Nola was different that all the other women. And that scared me a little bit.
I watched her get up this morning. She tried her darnedest not to wake me up. Tip-toeing from the bed to the bathroom. Not flushing the toilet after peeing. Even putting on her slippers after she left the room, despite us not being able to afford heat and the floor in our bedroom being made of concrete.
She was so beautiful. She smelled of watermelon and dogwood flowers all the time. I never quite could wrap my mind around how on earth that was possible. We could have made love for two hours, then fallen asleep sweating from the 92-degree inside heat in the middle of summer. But when we woke up the next morning, I’d reek like a sack of onions but Nola, she always tasted sweet. Her secret, I guess, and probably one I don’t want to figure out.
It’s why I kick myself for not falling in love with her. Or maybe the better answer is not allowing myself to fall in love with her. I love her, there’s no doubt about it, but I haven’t taken the leap into the unknown that Yyves Klein so beautifully explained.
“Come with me into the void!”
Maybe my problem is that damn poem. The unrealistic expectations of what love should be. And what it really is.
Instead, I should take the Johnny Thunders approach. Simple and direct. When you’re in love, god damn it, you’re love.
“Oh baby I love you. I really do. There’s no one like you. Baby, I love yooooooooooooouuuuu.”
Looking out the window, I see the Spanish moss hanging from the limbs of the dying tree in our front yard. I’ve been meaning to get that cut down for a year now, “take care of it” my father would have told me. He married my mom while he was still in college. They made it over 50 years before he finally succumb to the half a pint of vodka a day he’d been ingesting for decades. I stopped drinking six years ago. Kind of funny. I feel like a Robert Duvall character in my own life. Playing a bartender that doesn’t drink. A cop that doesn’t go in the streets. Me, I’m a lover who can’t love.
Of course, the Duvall character was always a drunk before an AA member. A gung-ho crime buster before being shot. Me? I used to not be afraid of love. I used to dive in like I was a 14 year old Arkansas farm boy who just discovered a new swimming hole. Now? I skitter on the edge, hoping love finds me instead of me finding it. Knowing full well that if you wait too long, it’ll pass you by. The effort has to be there, I guess.
It’s why the words “Love isn’t enough” echo through my brain way more often than they need to. The supposed love of my life said those words to me. She never told me why it wasn’t. Just that it wasn’t. Up until that day, my only belief was the same as John Lennon’s, that love is all you need, the rest will just sort of happen the right way.
Nola knows this about me. It’s why I’m surprised she sticks around. We used to have drunken barstool conversations that began at noon and ended at closing time. Never at one bar. We’d move around a lot. We both had that wanderlust, even when it came to martinis for her and bottled beers for me. It may have had to do with our constant need for new entertainment too.
I never had any problem talking with her. Always a good sign. I remember one night we were going to see Lucero play in my old college town. On the highway driving up, there was a wreck, unbeknownst to us. This tractor trailer almost drove off of a bridge. The road was closed for five hours before we even got near it. But there were no signs. So we sat on that highway for nearly four hours. Just talking. About nothing and everything. Well, everything except for us. She did offer me a blow job. Thinking back on it, I wonder if it really was a joke? Or could I have had a nice BJ while sitting in traffic. Never had one while still driving before. Heavy petting for sure. I should ask her about it. But then again, maybe not.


→ **Instructions for the task**:
Starting at the line that has "You are a GUI" and stopping after the line that has "This screenshot has", reproduce the listing below exactly; omit everything else.

### Exercise inputs

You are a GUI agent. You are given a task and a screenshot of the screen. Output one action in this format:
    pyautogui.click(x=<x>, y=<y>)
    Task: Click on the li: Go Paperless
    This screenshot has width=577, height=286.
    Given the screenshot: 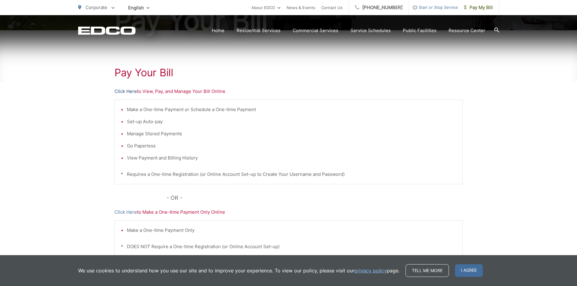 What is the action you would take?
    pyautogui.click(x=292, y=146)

######
### Exercise inputs

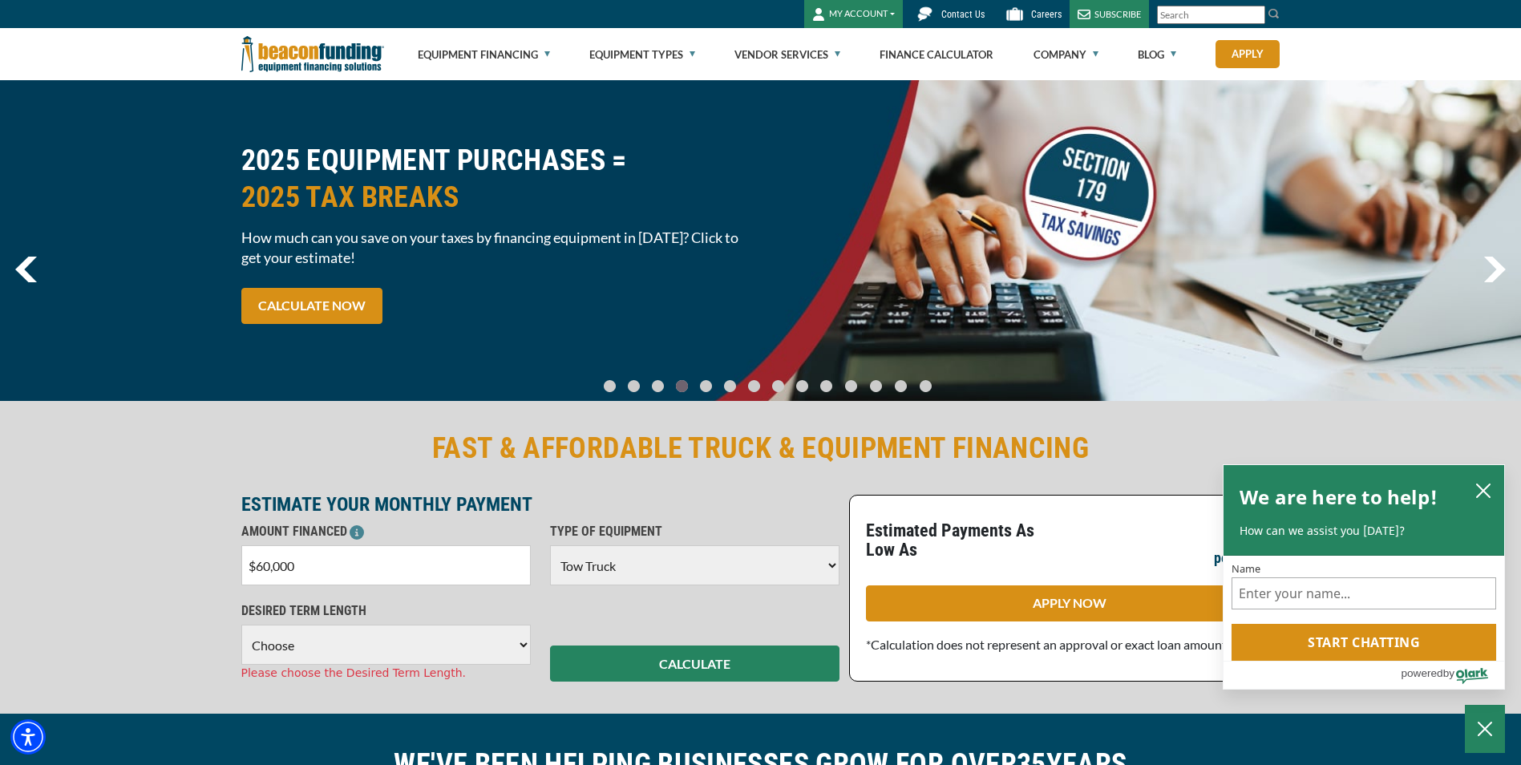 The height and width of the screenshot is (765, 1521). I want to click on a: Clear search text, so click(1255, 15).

######

→ **Response to the exercise**:
You are a GUI agent. You are given a task and a screenshot of the screen. Output one action in this format:
    pyautogui.click(x=<x>, y=<y>)
    Task: Click on the li: Go Paperless
    This screenshot has width=577, height=286.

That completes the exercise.